My smartphone is lying to me again. I’m walking around downtown Minneapolis looking for dinner after a conference. My maps app is telling me to continue northeast on Marquette and then turn left at 6th Street. But I’m not on Marquette. I’m a block over. I’m the victim of a well- known problem:  urban canyons can foil GPS navigation, fooling us with false location information. 


Technically, the app wasn’t lying with a false location.  If I zoom out a bit, I see a faint blue circle around my location. The center dot is the best estimate of my location, but the wider blue circle represents the tolerance of the available data. My displayed location is dependent on the number of GPS satellite signals currently received, though my phone tries to be a bit smarter and also uses available cellular and WiFi data to refine the location estimate. It turns out that my actual location on 2nd Avenue is within the larger blue circle. Thus, although the walking directions are based on the false location, I can quickly orient myself and keep going. A short time later my displayed location updates, jumping over a block to show me on 2nd, tracking me very accurately in real-time for the rest of my journey.

Back at home from my trip, as I am writing this blog, I check my location while sitting at my desk in my home office. Compared to the moving target I presented in Minneapolis among buildings that interfered with the GPS, as a stationary target here in the suburbs of Grand Rapids I should be easier to find. But again the location is not quite right – the app thinks I am sitting in the backyard. At least it knows my car is really parked in the garage.  Honesty is a key virtue for Christians to pursue. In this article I first identify the definition and some nuances about honesty, then turn to how technology can aid our honesty or spur us towards dishonesty.

Defining Honest

Merriam-Webster defines the word honest as “legitimate, truthful, free from fraud or deception.” Two of the most respected American presidents are revered largely because of this virtuous characteristic. The honesty of the first American President, George Washington was also renowned, particularly the mythical story of the young George chopping down his father’s cherry tree, but then confessing to the crime later, announcing that he could not lie about it. The truthfulness of the sixteenth American President “Honest Abe” Lincoln was also widely reported. 

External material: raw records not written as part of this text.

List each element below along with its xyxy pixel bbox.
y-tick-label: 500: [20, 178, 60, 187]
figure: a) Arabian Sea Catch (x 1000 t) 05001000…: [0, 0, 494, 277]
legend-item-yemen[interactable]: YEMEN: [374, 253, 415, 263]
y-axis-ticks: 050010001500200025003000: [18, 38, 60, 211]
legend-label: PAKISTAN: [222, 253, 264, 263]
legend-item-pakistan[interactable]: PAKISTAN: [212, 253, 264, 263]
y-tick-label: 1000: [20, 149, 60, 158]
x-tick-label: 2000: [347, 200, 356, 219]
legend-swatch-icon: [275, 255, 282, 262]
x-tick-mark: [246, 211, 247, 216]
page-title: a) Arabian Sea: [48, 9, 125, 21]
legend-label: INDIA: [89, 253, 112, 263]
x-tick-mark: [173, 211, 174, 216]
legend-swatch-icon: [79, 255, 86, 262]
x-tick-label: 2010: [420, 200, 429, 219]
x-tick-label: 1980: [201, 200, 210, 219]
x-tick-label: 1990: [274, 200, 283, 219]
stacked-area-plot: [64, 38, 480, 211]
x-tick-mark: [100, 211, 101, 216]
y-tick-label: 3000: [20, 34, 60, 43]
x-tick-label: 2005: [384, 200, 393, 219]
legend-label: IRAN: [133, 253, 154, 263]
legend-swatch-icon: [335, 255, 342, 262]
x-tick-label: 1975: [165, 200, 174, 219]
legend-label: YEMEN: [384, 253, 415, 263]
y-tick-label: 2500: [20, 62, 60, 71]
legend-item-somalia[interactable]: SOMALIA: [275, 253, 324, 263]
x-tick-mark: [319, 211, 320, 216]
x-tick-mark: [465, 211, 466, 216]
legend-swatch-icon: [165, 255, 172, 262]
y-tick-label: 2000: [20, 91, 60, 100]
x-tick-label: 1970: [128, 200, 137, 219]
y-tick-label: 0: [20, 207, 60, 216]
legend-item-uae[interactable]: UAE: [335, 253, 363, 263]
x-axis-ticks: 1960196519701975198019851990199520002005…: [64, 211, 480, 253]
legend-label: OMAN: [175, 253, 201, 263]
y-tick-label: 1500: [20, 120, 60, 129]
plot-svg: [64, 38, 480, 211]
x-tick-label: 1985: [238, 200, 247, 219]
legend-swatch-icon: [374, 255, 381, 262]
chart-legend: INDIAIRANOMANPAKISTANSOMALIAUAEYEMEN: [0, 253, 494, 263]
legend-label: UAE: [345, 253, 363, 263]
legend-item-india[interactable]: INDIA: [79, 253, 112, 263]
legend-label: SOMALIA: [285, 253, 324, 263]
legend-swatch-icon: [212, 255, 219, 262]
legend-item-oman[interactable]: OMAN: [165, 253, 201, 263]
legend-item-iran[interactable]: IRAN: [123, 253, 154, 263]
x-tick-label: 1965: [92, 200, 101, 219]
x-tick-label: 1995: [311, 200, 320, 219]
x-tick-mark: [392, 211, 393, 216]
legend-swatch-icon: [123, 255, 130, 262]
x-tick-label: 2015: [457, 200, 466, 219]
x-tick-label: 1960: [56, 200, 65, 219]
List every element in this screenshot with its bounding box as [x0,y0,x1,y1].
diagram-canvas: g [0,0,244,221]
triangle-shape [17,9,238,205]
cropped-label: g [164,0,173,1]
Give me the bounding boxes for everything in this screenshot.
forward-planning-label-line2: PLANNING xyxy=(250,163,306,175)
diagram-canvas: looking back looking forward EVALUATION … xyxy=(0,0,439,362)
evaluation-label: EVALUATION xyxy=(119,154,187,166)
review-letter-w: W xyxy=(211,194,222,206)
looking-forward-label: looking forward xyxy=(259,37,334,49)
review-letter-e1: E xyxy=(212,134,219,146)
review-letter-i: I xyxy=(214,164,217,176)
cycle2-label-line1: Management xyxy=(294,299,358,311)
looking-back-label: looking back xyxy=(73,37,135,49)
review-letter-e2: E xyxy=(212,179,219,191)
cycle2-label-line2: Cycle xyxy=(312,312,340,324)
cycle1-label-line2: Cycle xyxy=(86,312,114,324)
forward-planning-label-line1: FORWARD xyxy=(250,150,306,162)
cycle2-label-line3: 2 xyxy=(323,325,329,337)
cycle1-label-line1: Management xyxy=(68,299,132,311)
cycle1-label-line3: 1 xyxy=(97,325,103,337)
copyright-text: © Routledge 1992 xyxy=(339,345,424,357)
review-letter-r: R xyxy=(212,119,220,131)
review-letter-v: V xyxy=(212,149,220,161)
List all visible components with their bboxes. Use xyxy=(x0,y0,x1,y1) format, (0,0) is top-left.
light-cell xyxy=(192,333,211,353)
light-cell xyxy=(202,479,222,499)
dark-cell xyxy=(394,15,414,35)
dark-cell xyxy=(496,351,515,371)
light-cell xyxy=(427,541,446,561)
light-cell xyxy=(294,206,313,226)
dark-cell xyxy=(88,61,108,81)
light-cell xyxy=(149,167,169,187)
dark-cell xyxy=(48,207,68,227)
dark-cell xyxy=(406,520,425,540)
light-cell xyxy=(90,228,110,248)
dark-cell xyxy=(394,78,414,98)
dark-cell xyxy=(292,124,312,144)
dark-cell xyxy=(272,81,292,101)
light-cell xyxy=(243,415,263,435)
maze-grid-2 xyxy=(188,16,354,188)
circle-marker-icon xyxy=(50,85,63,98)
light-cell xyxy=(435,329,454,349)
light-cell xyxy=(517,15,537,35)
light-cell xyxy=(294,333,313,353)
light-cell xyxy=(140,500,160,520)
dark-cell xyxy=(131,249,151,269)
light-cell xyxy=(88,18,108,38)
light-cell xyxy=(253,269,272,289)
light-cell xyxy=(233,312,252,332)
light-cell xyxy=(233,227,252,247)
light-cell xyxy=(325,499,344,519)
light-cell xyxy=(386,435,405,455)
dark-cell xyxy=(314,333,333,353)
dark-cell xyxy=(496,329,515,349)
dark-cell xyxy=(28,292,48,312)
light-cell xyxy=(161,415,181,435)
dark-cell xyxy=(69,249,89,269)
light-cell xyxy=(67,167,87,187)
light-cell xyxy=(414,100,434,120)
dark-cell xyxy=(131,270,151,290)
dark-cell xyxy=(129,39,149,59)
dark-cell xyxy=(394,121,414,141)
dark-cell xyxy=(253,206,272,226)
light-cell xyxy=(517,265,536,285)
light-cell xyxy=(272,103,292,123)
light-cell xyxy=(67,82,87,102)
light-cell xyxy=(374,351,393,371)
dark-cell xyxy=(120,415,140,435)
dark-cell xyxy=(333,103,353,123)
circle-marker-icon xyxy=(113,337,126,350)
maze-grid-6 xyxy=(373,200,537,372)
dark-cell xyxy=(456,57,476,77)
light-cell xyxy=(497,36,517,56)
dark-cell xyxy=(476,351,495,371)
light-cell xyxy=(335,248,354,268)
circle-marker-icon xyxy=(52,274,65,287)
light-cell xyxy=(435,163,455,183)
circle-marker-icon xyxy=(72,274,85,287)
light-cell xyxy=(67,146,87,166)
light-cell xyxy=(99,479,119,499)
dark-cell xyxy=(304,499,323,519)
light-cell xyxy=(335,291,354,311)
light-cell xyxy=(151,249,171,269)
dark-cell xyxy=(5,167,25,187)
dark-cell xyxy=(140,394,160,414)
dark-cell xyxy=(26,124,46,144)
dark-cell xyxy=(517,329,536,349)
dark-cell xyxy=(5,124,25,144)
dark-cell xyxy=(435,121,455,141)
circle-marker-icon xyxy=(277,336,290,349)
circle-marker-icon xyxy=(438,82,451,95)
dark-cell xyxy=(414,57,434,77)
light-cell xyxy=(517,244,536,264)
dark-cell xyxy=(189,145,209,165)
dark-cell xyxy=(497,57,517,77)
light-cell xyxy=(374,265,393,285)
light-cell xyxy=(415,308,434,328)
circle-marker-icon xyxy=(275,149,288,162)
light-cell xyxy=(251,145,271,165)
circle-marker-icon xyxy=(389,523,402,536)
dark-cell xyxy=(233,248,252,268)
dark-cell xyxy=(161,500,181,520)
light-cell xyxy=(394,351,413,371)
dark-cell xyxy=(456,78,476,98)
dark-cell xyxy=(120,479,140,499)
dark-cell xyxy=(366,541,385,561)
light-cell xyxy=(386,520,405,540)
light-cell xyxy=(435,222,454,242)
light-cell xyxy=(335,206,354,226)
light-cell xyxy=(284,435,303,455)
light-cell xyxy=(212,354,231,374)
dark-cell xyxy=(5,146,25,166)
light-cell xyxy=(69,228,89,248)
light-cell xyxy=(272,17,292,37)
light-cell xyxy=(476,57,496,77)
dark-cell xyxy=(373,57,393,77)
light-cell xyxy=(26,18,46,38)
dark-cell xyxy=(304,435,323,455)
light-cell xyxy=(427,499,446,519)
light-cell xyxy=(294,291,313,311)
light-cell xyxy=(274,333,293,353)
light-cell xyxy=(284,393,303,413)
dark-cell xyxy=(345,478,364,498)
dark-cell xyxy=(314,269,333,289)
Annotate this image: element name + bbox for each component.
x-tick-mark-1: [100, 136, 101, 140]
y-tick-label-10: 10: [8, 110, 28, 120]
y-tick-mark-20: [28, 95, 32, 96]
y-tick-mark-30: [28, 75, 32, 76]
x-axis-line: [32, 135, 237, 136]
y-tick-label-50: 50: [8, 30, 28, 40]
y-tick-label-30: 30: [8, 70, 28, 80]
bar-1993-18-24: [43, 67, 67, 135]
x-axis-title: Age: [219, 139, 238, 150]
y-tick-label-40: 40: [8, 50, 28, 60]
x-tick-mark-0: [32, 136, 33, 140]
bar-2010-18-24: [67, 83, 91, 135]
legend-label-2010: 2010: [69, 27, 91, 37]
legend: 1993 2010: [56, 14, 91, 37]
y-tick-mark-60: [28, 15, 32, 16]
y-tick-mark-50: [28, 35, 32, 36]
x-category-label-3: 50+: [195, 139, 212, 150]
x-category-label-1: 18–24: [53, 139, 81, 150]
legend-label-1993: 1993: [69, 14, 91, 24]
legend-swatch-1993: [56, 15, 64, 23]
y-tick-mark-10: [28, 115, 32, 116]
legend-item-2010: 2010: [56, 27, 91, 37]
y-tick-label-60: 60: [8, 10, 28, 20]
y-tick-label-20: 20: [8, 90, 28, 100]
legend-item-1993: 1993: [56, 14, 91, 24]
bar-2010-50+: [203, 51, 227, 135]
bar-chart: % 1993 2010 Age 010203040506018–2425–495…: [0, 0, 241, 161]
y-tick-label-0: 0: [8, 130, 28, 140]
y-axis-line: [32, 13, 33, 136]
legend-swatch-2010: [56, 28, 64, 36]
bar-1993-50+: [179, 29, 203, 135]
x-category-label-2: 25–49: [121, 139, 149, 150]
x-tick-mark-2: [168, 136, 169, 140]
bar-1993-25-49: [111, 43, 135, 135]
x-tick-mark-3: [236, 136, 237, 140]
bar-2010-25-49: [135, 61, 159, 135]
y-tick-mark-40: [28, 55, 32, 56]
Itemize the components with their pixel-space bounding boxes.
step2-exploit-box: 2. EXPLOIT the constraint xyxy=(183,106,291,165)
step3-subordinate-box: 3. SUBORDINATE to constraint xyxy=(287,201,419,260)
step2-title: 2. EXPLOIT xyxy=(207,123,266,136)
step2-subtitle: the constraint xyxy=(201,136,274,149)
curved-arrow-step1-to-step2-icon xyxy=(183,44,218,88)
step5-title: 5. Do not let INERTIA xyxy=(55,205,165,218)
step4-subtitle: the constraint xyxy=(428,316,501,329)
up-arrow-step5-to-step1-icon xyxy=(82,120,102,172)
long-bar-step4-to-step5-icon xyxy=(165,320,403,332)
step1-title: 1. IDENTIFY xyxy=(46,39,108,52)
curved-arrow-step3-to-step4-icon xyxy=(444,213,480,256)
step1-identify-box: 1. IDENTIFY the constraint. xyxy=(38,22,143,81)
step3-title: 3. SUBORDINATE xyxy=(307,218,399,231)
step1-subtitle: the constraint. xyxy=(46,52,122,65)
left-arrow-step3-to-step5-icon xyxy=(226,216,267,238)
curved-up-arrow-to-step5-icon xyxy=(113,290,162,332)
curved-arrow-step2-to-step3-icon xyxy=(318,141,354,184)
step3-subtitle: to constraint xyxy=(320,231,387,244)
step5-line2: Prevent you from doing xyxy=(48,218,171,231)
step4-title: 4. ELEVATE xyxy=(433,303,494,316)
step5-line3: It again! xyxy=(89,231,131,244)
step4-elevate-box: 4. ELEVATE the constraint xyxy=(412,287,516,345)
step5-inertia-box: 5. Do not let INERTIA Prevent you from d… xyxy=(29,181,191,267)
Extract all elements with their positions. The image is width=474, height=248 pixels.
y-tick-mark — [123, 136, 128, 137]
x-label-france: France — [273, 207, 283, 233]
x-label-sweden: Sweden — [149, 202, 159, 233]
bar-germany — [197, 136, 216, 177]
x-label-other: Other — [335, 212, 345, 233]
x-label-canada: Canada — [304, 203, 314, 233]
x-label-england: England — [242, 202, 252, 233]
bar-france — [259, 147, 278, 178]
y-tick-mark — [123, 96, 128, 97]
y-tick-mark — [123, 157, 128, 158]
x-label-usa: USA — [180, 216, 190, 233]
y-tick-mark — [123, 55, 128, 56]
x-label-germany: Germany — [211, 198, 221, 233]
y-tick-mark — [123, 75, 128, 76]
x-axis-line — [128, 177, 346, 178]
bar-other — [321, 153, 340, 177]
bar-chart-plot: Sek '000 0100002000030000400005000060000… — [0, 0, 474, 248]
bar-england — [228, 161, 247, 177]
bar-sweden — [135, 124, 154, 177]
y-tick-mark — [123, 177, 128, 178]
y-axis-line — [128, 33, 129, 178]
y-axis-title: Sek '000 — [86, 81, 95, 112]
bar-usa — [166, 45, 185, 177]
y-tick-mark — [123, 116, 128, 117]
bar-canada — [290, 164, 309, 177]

Honest statements are not only true but also sufficiently accurate and complete so that the statement does not intentionally mislead. If the listener was unintentionally misled, then at the first sign of confusion, the speaker is obligated to correct the misinterpretation. If one feels the need to justify one’s statement as “technically true” then it was probably misleading and was thus dishonest.

Dishonesty with ourselves is self-deception corrected only when we are truthful with ourselves. Certain truths are unpleasant or even repulsive. In the face of these, I might cope through mental self-defense mechanisms. I might ignore certain information that would detract from my preferred narrative. I might push certain facts into my subconscious. For example, we may need to face the music on our spending habits when deep down we recognize that our expenses are higher than our income. Overcoming self-deception is similar to the stages of grief: denial, anger, bargaining, guilt and depression, and finally acceptance.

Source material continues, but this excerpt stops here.